There can be no controversy when it comes to the scientific data. It reveals that the microbiome makeup is dependent on the diet. That is to say, that microbes that they can utilize specific dietary components will thrive and others will not. Research evaluating the microbiomes of indigenous African children versus children in European Union (EU) demonstrates distinct differences among the major classifications of gut bacteria (7). One fundamental difference is the African children only source of sugar was that found in the plant foods they consumed. The EU children consumed a Western Diet rich in refined sugars.

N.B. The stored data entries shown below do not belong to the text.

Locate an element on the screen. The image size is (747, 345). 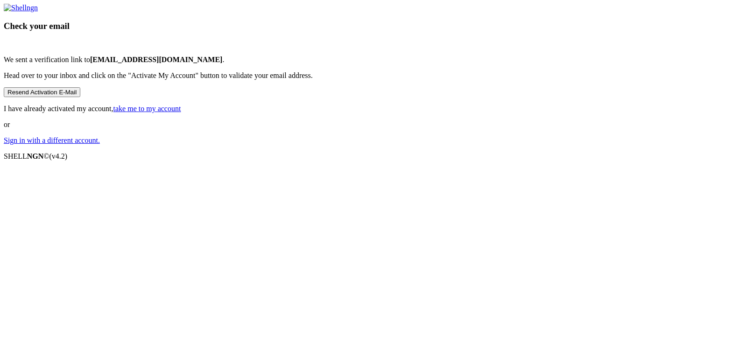
p: I have already activated my account, is located at coordinates (373, 109).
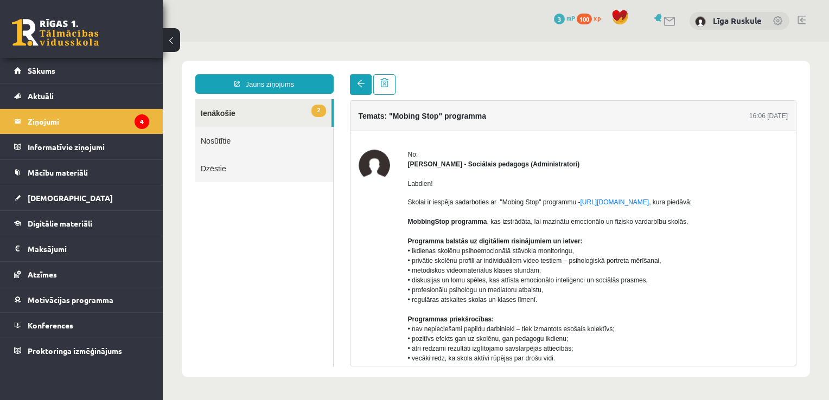 The image size is (829, 400). What do you see at coordinates (81, 122) in the screenshot?
I see `a: Ziņojumi4` at bounding box center [81, 122].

In the pie charts, notice the blue and red lines around the outside of the chart. On the right chart EU, the red line shows the extent of the major bacteria group or phyla, Firmicutes. The EU microbiome was heavily dominated by these sugar fermenting bacteria such as the Lactobacillus. The significance is their overwhelming predominance. On the BF chart the Firmicutes are minor members of the microbiome. This vividly illustrates how a dietary component can shape the nature of the gut microbiome. Try to keep this insight in mind next time “LOVE” takes the form of a dozen donuts.
The best advice for coping with the vast racks and shelves of holiday treats and the like is to "JUST SAY NO."
Say Yes to Rejuvenation and Restoration of the Microbiome
The noted observation that diet shapes the microbiome can work to our healthful advantage too. Just as the diet of the African children shaped their microbiome, we can reshape ours as well. Maybe some readers are thinking yes, probiotics and others are saying Probiotic H.A.T.S. That is probiotics that are Human-Adapted, Targeted Symbiotics. These are strains that work together naturally in humans to accomplish specific tasks.
Combine HATS probiotics with specific prebiotics or with a diet rich in soluble fiber, and rejuvenation synergy occurs. Do this with a high fiber low carbohydrate diet and the research to date indicates that microbiome health can be restored in just a few weeks.
This is the kind of love we need.
References
1. Anderson, Shannon. "The Domestic Causes and International Consequences of the US Government’s Sugar Price Support Programs." Pepperdine Policy Review 2.1 (2009): 6.
2. Ahmed, Serge H., Karine Guillem, and Youna Vandaele. "Sugar addiction: pushing the drug-sugar analogy to the limit." Current Opinion in Clinical Nutrition & Metabolic Care 16.4 (2013): 434-439.
5. Alcock, Joe, Carlo C. Maley, and C. Aktipis. "Is eating behavior manipulated by the gastrointestinal microbiota? Evolutionary pressures and potential mechanisms." Bioessays36.10 (2014): 940-949.
7. De Filippo, Carlotta, et al. "Impact of diet in shaping gut microbiota revealed by a comparative study in children from Europe and rural Africa." Proceedings of the National Academy of Sciences 107.33 (2010): 14691-14696.